There is no single model for a Head of State. Some countries give the job to the head of the government, some even to a committee. In Sweden, the Speaker exercises some of the powers we think belong to the Head of State, and that has turned his job into a political plum. Andorra once had two, the French King or Emperor or President (they change their constitution regularly) and a Spanish Bishop! As I say, the concept is only for diplomats.
But some people say a President will make us independent. But when the former Labor Party Attorney-General Lionel Murphy sat on the High Court, he ruled that we became independent in 1901! Anyone who hints we are not a politically independent country should do a course in elementary civics. Others say it will improve trade, or our relations with Asia. That wise old Singaporean, Lee Kuan Yew, has effectively told us not to depend on it! You only have to look to Canada to see a country more successful in trade, education and migration than we are. Yet no one seriously proposes Canada create yet another job for its politicians to just improve its position in Asia. Or that it would make Canadians feel more Canadian.
The "official" republicans say their formula ensures there will be no change from the present system which work so well. Well then, why do it?

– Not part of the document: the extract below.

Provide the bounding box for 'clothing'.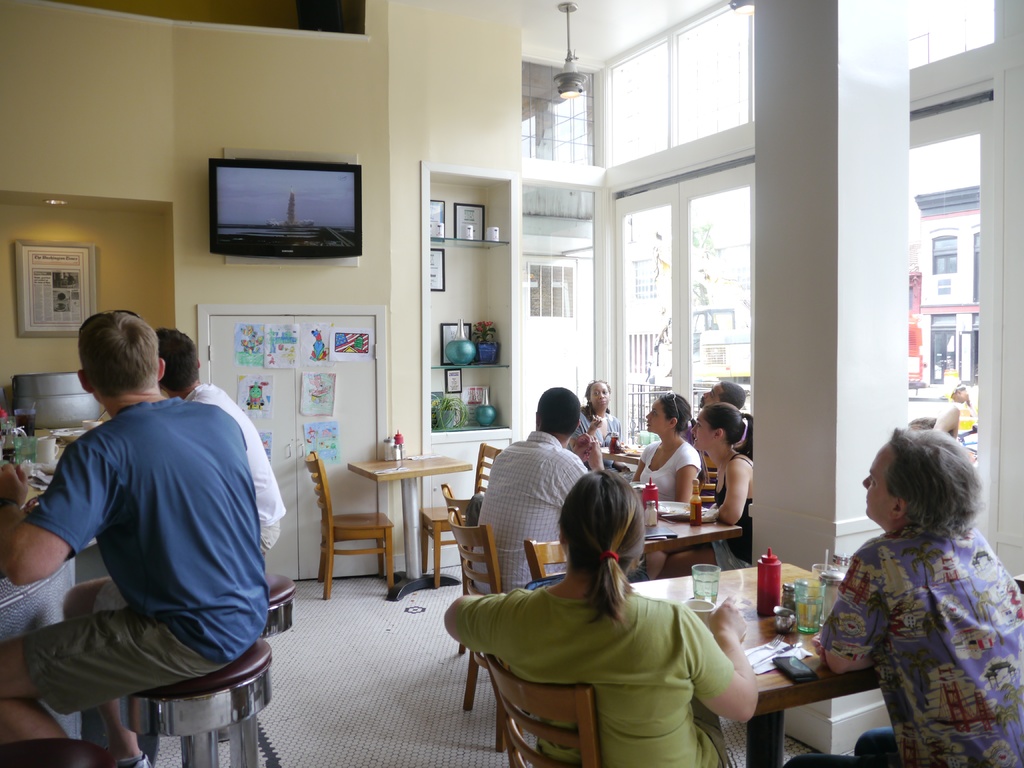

Especially if there is a risk. And there is a strong body of opinion that you have to make substantial changes to the Constitution if you want to ensure the President behaves himself. Donald Horne, the father of modern republicanism, takes this line. (Incidentally, do you know who is the mother of modern republicanism? According to the republican historian, Mark McKenna, the Australian Republican Movement is the "brainchild" of Franca Arena!)
The point is, a republic is an alien institution. It has nothing to do with Australia. But if after careful consideration the people decide they want a republic, we ought to do it properly Write a new republican constitution. Have the people elect the president. Of course the president will be a politician. But don’t kid ourselves that in a minimalist republic, where the politicians doing a deal then approving the single candidate, anyone else but a politician will get the job. And remember what happened to some countries which removed the Crown from their Westminster constitutions. When Mrs Ghandi wanted to declare an emergency and take on dictatorial powers, the Indian President hesitated. Reminding him that he owed his place to her party, she stood over him and he signed. A Governor-General would not have so readily signed the document. Governors -General owe their formal appointment and their allegiance to the Crown. They must behave according to the conventions. Their powers are held in trust for the people.
Why change that part of our seven constitutions which work so well? And do we really need seven more politicians in seven presidential palaces travelling in presidential planes, all with twenty-one gun salutes?
Just as we keep politicians out of the courts, let’s keep them out of our Government Houses.
(Note: These papers were prepared in the context of the first version of the Keating-Turnbull republic 1993-1998. This model was superseded by the second version which was unveiled in the last days of the 1998 Constitutional Convention.)